I can fit a fist in my mouth

Blurry still of a pink mouth and white chin with blonde stubble take up two thirds of the right of the image, with three adidas whites stripes on the bottom left.

Preview: 7-9pm, Friday 22nd March
Exhibition: 23 March – 18 May 2024

I can fit a fist in my mouth is a new exhibition and body of work comprising moving-image and sculpture by Leeds-based artist, Mathew Wayne Parkin. In this solo presentation at Cubitt, Parkin engages with acts of withdrawal; censorship; violence; and memorial within intimate relationships, with particular attention given to the ways that ethics and the interpersonal play out in relation to one another.

For a new film, under the same title as the exhibition, they have invited a group of people, with whom they hold varying forms and degrees of intimacy, to audio-describe a series of vignettes, gestures, and brief moments. These have been drawn from their personal archive of footage of family members, ex-partners, lovers, and friends.

Referring to modes of conversation that are akin to sparring and forms of violence within dialogue, Parkin’s newly-commissioned work grapples with; boundaries between bodies; moments of breakage in dialogue; violence in love. It does so through various intimate moments and movements; a laugh; a pause; a breath or reverb.

Language and gestures feature as both physical realities and speculative metaphors for examining closeness – blows come from breaths and sighs as much as fists thrown; words spill from mouths only to be filled by these same titular fists; gut instinct is relied upon in descriptions of unseen images, and punches to the gut are received.

Accompanying the film are new sculptures including a love-seat made with readily-available materials, and exhibition barriers adorned with love locks that interact with and partition the gallery space. These accompany keyrings, locks, and other engagements distributed throughout the exhibition that collectively act as motifs of support, safety, confinement, and submission in differing contexts – and exist on a spectrum of which one end is care and the other is control.

Sound for the film was developed in dialogue with, and by sound designer Claude Nouk, several people known to the artist were invited to act as audio describers, and guidance on access and audio description was gratefully received by Mathew from Elaine Joseph (SoundScribe).

This exhibition is supported by Leeds Inspired, and Radar, Loughborough University, whilst part of this work was developed during a residency with SERF, Leeds.

Exhibition in Review: Frieze Magazine
Exhibition in Review: Fetch Magazine
Exhibition in Review: Art Monthly

More info here

Installation image of a white gallery with a large screen splitting the space into two. In the foreground are green chairs tied together like loveseats. On the screen is a blue inverted image of a fist going into a bearded mouth.
Installation image of a white gallery with orange lighting and a large screen splitting the space into two. In the foreground are green chairs tied together like loveseats. On the screen is a blurry mouth on a light skinned chin with a caption below reading ‘[‘Better off Alone’ by Alice Deejay plays softly in the background, sounds of a camera being handled]’, and at the top of the screen ‘[North West English Accent] A pair of lips and a light skin jaw cropped by the camera mouth the words to Alice Deejay’s ‘Better off Alone’ and drinking beer wearing a visible three stripes adidas top’.
Installation image of a white gallery with a video projection on the back wall of a bathroom shelf with various objects including a plant, a candle and a afro pick black fist comb. In the foreground are green chairs tied together like loveseats.
Installation image of a white gallery with orange lighting and a large screen splitting the space into two. . On the screen isA a pair of lips and a light skin jaw cropped by the camera. In the background is a metal barrier sculpture.
Installation image of a white gallery with orange lighting. In the foreground is a low uneven sculpture made from metal gallery barriers and an assortment of keyring and padlocks. On the back wall is paper in a plastic wallet pinned up. The floor is a rough grey concrete.
On a wooden surface is an a4 expressionistic drawing in gold pen of a mans face attached to the wall in a plastic wallet with a strip of masking tape. Below left a horizontal beam of wood has a gold earring piercing it where a nipple would be.
Installation image of a detail shot of a sculpture in a white gallery with orange lighting and a rough grey concrete floor. Between two metal gallery barriers the wire is sagging during to the weight of an assortment of keyring and padlocks bunched together.
Installation image of a white gallery with orange lighting and a large wooden screen splitting the space into two. We took from the back of the screen to a projection on a wall of a pair of lips and a light skin jaw cropped by the camera in front of green chairs tied together like loveseats. On the wooden wall s an a4 expressionistic drawing in gold pen of a mans face attached to the wall in a plastic wallet with a strip of masking tape. Below left a horizontal beam of wood has a gold earring piercing it where a nipple would be.
On a white wall inside an a4 plastic wallet is an a5 piece of notebook paper with a spider diagram. At the centre of the diagram is a the work LANGUAGE, and coming off around it in corners are the words VIOLENCE, SEX, ADVENTURE and ROMANCE.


§ TASK DESCRIPTION
Omit the images, then output each of the records below exactly.

§ DATA FOR THIS TASK
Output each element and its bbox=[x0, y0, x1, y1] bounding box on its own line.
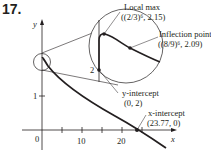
y-axis-arrow-icon bbox=[40, 19, 44, 25]
x-intercept-title: x-intercept bbox=[148, 109, 185, 118]
inflection-coords: ((8/9)⁶, 2.09) bbox=[158, 40, 202, 49]
inflection-title: Inflection point bbox=[159, 30, 211, 39]
x-axis-arrow-icon bbox=[171, 128, 177, 132]
x-intercept-coords: (23.77, 0) bbox=[147, 119, 180, 128]
x-tick-10: 10 bbox=[77, 137, 86, 146]
local-max-title: Local max bbox=[124, 3, 160, 12]
x-tick-20: 20 bbox=[117, 137, 126, 146]
y-intercept-coords: (0, 2) bbox=[124, 99, 142, 108]
x-axis-label: x bbox=[171, 135, 175, 144]
y-intercept-title: y-intercept bbox=[122, 89, 159, 98]
inset-tick-2: 2 bbox=[90, 66, 94, 75]
origin-label: 0 bbox=[35, 135, 39, 144]
y-axis-label: y bbox=[33, 20, 37, 29]
y-tick-1: 1 bbox=[33, 92, 37, 101]
graph bbox=[0, 0, 211, 154]
local-max-coords: ((2/3)⁶, 2.15) bbox=[121, 13, 165, 22]
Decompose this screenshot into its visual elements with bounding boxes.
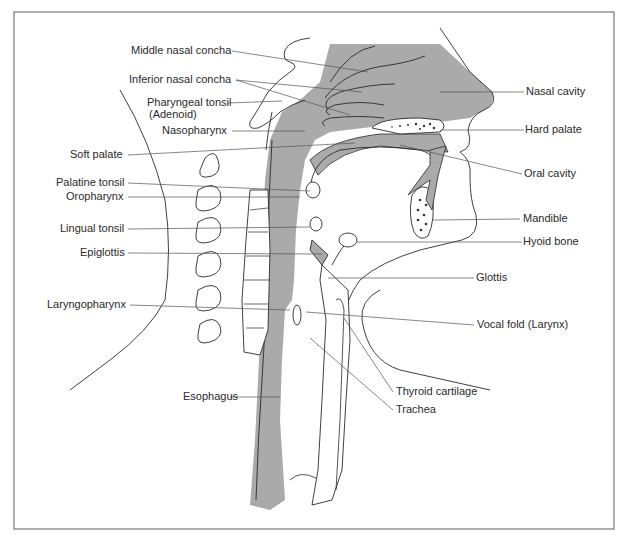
label-epiglottis: Epiglottis <box>80 246 125 259</box>
anatomy-diagram <box>0 0 630 545</box>
nasal-cavity-fill <box>250 44 493 510</box>
hyoid-shape <box>339 233 357 247</box>
label-nasopharynx: Nasopharynx <box>162 124 227 137</box>
label-palatine-tonsil: Palatine tonsil <box>56 176 125 189</box>
label-mandible: Mandible <box>523 212 568 225</box>
label-soft-palate: Soft palate <box>70 148 123 161</box>
label-nasal-cavity: Nasal cavity <box>526 85 585 98</box>
neck-outline <box>70 90 169 390</box>
label-laryngopharynx: Laryngopharynx <box>47 298 126 311</box>
label-hyoid-bone: Hyoid bone <box>523 235 579 248</box>
label-vocal-fold: Vocal fold (Larynx) <box>477 318 568 331</box>
label-middle-nasal-concha: Middle nasal concha <box>131 44 231 57</box>
spinal-column <box>242 190 270 355</box>
label-glottis: Glottis <box>476 271 507 284</box>
label-trachea: Trachea <box>396 403 436 416</box>
label-hard-palate: Hard palate <box>525 123 582 136</box>
label-lingual-tonsil: Lingual tonsil <box>60 222 124 235</box>
palatine-tonsil-shape <box>306 182 320 198</box>
vertebrae <box>196 153 221 343</box>
label-oral-cavity: Oral cavity <box>524 167 576 180</box>
label-adenoid: (Adenoid) <box>149 108 197 121</box>
label-oropharynx: Oropharynx <box>66 190 123 203</box>
label-esophagus: Esophagus <box>183 390 238 403</box>
lingual-tonsil-shape <box>310 217 322 231</box>
label-thyroid-cartilage: Thyroid cartilage <box>396 385 477 398</box>
label-inferior-nasal-concha: Inferior nasal concha <box>129 73 231 86</box>
larynx-tube <box>312 265 350 505</box>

§ TASK ANSWER
Output each element and its bbox=[x0, y0, x1, y1] bounding box on its own line.
y-axis-arrow-icon bbox=[40, 19, 44, 25]
x-intercept-title: x-intercept bbox=[148, 109, 185, 118]
inflection-coords: ((8/9)⁶, 2.09) bbox=[158, 40, 202, 49]
inflection-title: Inflection point bbox=[159, 30, 211, 39]
x-axis-arrow-icon bbox=[171, 128, 177, 132]
x-intercept-coords: (23.77, 0) bbox=[147, 119, 180, 128]
x-tick-10: 10 bbox=[77, 137, 86, 146]
local-max-title: Local max bbox=[124, 3, 160, 12]
x-tick-20: 20 bbox=[117, 137, 126, 146]
y-intercept-coords: (0, 2) bbox=[124, 99, 142, 108]
x-axis-label: x bbox=[171, 135, 175, 144]
y-intercept-title: y-intercept bbox=[122, 89, 159, 98]
inset-tick-2: 2 bbox=[90, 66, 94, 75]
origin-label: 0 bbox=[35, 135, 39, 144]
y-axis-label: y bbox=[33, 20, 37, 29]
y-tick-1: 1 bbox=[33, 92, 37, 101]
graph bbox=[0, 0, 211, 154]
local-max-coords: ((2/3)⁶, 2.15) bbox=[121, 13, 165, 22]
Decompose this screenshot into its visual elements with bounding boxes.
label-epiglottis: Epiglottis <box>80 246 125 259</box>
anatomy-diagram <box>0 0 630 545</box>
nasal-cavity-fill <box>250 44 493 510</box>
hyoid-shape <box>339 233 357 247</box>
label-nasopharynx: Nasopharynx <box>162 124 227 137</box>
label-palatine-tonsil: Palatine tonsil <box>56 176 125 189</box>
label-mandible: Mandible <box>523 212 568 225</box>
label-soft-palate: Soft palate <box>70 148 123 161</box>
label-nasal-cavity: Nasal cavity <box>526 85 585 98</box>
neck-outline <box>70 90 169 390</box>
label-laryngopharynx: Laryngopharynx <box>47 298 126 311</box>
label-hyoid-bone: Hyoid bone <box>523 235 579 248</box>
label-vocal-fold: Vocal fold (Larynx) <box>477 318 568 331</box>
label-middle-nasal-concha: Middle nasal concha <box>131 44 231 57</box>
spinal-column <box>242 190 270 355</box>
label-glottis: Glottis <box>476 271 507 284</box>
label-trachea: Trachea <box>396 403 436 416</box>
label-hard-palate: Hard palate <box>525 123 582 136</box>
label-lingual-tonsil: Lingual tonsil <box>60 222 124 235</box>
palatine-tonsil-shape <box>306 182 320 198</box>
vertebrae <box>196 153 221 343</box>
label-oral-cavity: Oral cavity <box>524 167 576 180</box>
label-adenoid: (Adenoid) <box>149 108 197 121</box>
label-oropharynx: Oropharynx <box>66 190 123 203</box>
label-esophagus: Esophagus <box>183 390 238 403</box>
lingual-tonsil-shape <box>310 217 322 231</box>
label-thyroid-cartilage: Thyroid cartilage <box>396 385 477 398</box>
label-inferior-nasal-concha: Inferior nasal concha <box>129 73 231 86</box>
larynx-tube <box>312 265 350 505</box>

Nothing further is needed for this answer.